The Lubbock Avalanche-Journal, July 6, 2007

This month you will read about umbilical cord blood banking and the pros and cons surrounding the process considering the fact that July is National Cord Blood Awareness Month. Patient education campaigns have been launched by the American Association of Pediatrics, he National Marrow Donor Program, and other national organizations.

If you are a soon-to-be parent, you are also probably familiar with ads and brochures that inform you how baby's umbilical cord blood could give hope to a patient with a blood disorder or that invite you to bank your baby's umbilical cord blood as a form of insurance for future medical needs. Despite these campaigns, many parents have questions and remain confused about the entire process.

The placenta and developing fetus are connected by a tube called the umbilical cord. The baby's placenta along with the umbilical cord is spontaneously expelled out of the mother's body by the uterus after a child is born. The placenta and umbilical cord are typically discarded after the cord has been cut to detach it from the new born baby.

Stem cells, which are "mother" cells that can develop into the majority of the components that make up platelets, white blood cells, and red blood cells, are found in abundance in the blood inside the umbilical cord. Like those previously obtained from bone marrow, these stem cells are similar.

Another new source for these precious life saving cells can now be umbilical cord blood that has been harvested and preserved. Unlike embryonic stem cells, there are no controversial implications to harvesting umbilical cord blood. The destruction of embryos, or the practice of cloning, is not associated with cord blood stem cells.

The use of stored umbilical cord blood has been exclusively limited for use in stem cell transplants. Frequently used for the treatment of a variety of serious illnesses such as some types of bone marrow failure, cancer, lymphomas, immune deficiency, leukemias, and anemias, stem cell transplants are also known as bone marrow transplants. In order to determine if the stem cells can be utilized to treat other types of illness, intense research is currently being conducted around the world.

Patients are most likely to match someone of their same race and ethnicity because tissue type is inherited. This is according to the National Donor Marrow Program. Thus, Hispanic or Latino donors, American Indian or Alaskan Native, Black or African American, Hawaiian or other Pacific Islander, and Asian donors are all in high demand.

In the United States, the number of umbilical cord blood banks, both public and private, are limited. More banks are currently in the planning stages so the numbers are expected to rise in the near future.
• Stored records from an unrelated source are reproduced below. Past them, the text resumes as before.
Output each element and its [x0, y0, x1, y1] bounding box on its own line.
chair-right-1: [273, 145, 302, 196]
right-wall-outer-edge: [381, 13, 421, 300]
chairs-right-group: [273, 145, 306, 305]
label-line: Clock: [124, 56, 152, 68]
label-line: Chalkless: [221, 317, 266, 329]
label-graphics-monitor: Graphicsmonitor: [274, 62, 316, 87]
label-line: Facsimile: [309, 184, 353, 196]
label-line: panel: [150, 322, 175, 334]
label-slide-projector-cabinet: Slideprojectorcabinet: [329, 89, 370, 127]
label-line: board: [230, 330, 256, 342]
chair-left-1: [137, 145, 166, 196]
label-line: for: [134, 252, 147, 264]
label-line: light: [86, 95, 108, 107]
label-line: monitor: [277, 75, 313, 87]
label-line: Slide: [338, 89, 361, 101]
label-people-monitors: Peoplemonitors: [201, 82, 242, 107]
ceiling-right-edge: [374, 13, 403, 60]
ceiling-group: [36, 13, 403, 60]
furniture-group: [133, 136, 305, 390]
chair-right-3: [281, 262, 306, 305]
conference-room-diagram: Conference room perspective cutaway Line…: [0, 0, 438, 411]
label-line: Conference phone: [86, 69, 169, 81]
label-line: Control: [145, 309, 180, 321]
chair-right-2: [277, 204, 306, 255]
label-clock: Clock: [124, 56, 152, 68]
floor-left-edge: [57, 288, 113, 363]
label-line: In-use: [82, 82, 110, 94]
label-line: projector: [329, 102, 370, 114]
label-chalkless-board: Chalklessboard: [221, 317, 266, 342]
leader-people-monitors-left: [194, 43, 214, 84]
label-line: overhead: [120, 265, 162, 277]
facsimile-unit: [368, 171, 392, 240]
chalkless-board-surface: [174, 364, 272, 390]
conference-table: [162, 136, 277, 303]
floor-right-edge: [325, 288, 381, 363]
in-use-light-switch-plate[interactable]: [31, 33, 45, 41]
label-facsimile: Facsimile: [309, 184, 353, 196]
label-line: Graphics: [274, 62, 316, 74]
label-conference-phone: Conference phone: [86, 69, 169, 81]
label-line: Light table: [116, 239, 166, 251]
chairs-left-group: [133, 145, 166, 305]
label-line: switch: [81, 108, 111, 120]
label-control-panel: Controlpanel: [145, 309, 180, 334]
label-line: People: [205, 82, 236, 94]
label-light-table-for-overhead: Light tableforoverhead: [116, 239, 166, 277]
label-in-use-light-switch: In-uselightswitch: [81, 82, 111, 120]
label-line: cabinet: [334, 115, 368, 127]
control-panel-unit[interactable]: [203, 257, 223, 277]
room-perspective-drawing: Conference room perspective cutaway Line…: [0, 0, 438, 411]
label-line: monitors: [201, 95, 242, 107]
There are two types of cord blood banks, private and public, and each has their advantages and disadvantages.

Privately stored cord blood ensures that the blood will be reserved for your family's use if it would ever be needed in the future, however, other individuals who could possibly benefit from the cord blood stem cells would not have access to it.

Using umbilical cord stem cells, public cord blood banks further research into medical treatments. Transplants for non-relatives are also possible with public banks since they make donated cord blood stem cells available for transplant to anyone in need.
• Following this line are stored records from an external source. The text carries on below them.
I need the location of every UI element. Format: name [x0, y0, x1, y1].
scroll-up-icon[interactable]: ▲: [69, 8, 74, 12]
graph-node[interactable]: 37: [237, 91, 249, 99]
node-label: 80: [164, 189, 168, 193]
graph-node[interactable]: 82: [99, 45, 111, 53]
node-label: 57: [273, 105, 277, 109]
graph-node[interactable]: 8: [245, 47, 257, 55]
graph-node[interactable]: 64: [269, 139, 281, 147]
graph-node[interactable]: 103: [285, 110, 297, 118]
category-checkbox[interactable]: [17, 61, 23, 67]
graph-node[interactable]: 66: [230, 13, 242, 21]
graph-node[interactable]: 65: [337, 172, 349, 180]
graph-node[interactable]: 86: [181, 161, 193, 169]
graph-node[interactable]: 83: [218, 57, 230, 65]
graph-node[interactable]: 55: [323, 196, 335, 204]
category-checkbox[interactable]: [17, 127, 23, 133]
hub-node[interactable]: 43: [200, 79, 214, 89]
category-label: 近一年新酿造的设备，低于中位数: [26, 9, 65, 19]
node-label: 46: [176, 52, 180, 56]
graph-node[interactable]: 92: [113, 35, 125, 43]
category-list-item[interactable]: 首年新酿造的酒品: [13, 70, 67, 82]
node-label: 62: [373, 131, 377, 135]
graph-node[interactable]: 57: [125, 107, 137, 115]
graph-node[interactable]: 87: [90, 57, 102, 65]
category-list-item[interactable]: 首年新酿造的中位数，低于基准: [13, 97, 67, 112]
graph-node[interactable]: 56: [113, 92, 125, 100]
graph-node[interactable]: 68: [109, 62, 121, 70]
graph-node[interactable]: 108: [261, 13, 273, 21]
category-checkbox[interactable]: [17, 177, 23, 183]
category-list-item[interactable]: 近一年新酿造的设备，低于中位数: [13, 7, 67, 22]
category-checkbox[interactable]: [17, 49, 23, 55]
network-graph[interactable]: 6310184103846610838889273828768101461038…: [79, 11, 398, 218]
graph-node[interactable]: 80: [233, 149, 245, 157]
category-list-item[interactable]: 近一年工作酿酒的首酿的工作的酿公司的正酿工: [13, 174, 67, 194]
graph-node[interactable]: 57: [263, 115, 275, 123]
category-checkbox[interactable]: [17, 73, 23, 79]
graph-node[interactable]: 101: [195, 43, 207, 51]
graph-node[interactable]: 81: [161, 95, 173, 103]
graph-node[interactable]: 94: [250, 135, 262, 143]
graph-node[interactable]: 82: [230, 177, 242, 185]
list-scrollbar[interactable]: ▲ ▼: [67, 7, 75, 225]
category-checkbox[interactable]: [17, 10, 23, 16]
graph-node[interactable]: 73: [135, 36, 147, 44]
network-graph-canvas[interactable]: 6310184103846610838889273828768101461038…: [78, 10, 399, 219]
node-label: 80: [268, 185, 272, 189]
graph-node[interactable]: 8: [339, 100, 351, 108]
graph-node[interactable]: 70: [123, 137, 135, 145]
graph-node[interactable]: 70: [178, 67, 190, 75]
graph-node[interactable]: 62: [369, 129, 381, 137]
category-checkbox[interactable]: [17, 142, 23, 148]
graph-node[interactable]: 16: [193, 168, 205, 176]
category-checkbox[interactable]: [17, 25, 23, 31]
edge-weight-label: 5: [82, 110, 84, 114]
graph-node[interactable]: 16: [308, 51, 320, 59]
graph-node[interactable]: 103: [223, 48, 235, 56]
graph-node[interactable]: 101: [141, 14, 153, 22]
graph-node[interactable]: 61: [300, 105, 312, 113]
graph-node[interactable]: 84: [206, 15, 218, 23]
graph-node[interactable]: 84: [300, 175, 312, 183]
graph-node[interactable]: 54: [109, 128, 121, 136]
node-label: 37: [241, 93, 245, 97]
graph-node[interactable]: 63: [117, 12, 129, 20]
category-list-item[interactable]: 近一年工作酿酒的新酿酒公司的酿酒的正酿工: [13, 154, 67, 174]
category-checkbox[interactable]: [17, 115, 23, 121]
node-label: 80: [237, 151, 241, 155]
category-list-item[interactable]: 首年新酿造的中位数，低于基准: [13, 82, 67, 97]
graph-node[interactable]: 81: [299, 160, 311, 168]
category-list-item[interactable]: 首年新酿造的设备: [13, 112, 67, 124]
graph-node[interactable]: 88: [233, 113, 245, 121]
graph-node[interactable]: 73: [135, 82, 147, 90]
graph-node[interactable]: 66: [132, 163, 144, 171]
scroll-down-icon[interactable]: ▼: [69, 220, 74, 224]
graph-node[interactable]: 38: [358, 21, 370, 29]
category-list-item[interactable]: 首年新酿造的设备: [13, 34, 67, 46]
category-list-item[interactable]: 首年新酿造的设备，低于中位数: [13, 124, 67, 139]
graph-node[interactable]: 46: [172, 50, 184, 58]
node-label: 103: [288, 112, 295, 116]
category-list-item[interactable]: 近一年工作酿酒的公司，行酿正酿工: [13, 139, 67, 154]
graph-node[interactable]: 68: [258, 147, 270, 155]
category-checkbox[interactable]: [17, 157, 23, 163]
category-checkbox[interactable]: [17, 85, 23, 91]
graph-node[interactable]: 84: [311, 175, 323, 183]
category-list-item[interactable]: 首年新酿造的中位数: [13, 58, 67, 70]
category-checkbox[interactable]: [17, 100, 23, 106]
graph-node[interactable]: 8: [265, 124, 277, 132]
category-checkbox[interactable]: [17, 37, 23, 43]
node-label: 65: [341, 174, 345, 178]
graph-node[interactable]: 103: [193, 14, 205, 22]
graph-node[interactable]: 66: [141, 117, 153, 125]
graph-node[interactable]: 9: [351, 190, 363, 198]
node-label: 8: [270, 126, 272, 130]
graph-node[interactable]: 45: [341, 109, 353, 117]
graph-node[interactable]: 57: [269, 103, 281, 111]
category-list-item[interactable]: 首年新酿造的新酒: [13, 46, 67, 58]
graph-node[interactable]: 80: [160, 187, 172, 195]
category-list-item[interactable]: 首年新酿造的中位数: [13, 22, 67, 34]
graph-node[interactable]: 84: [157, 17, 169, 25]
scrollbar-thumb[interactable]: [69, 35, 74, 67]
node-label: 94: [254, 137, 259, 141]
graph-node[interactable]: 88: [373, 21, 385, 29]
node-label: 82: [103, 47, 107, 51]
Donated cord blood stored in a public facility is no longer the property of the donor, and cannot be reserved for your baby or family's use in the future. The public banks serve those patients who do not have an adult unrelated donor or matching family member.
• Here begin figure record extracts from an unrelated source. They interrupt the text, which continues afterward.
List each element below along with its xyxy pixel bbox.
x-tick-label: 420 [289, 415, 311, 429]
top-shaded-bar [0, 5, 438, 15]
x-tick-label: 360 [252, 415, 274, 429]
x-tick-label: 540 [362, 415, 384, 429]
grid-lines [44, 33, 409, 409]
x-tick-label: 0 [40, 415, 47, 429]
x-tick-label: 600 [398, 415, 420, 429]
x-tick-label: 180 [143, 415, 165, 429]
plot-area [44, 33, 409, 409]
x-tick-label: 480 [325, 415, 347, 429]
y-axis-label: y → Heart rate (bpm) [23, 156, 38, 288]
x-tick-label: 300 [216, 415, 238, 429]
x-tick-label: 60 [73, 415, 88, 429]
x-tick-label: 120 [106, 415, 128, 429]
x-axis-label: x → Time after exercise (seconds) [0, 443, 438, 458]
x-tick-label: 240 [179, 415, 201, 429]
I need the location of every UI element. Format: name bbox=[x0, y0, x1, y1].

At the Southwest Cancer Center at Texas Tech, six cord blood stem cell transplants saved the lives of six patients just over the past year. Delivered mothers who had babies from different locations around the country, the cord blood units were all donated.

No risk to the mother or baby is associated with the medically safe practice of donating umbilical cord blood. The option is a personal one, and just like any other medical procedure, a decision should be made after consultation and due consideration. But the choice to save, donate, or discard umbilical cord blood will soon be available to all new and expecting parents.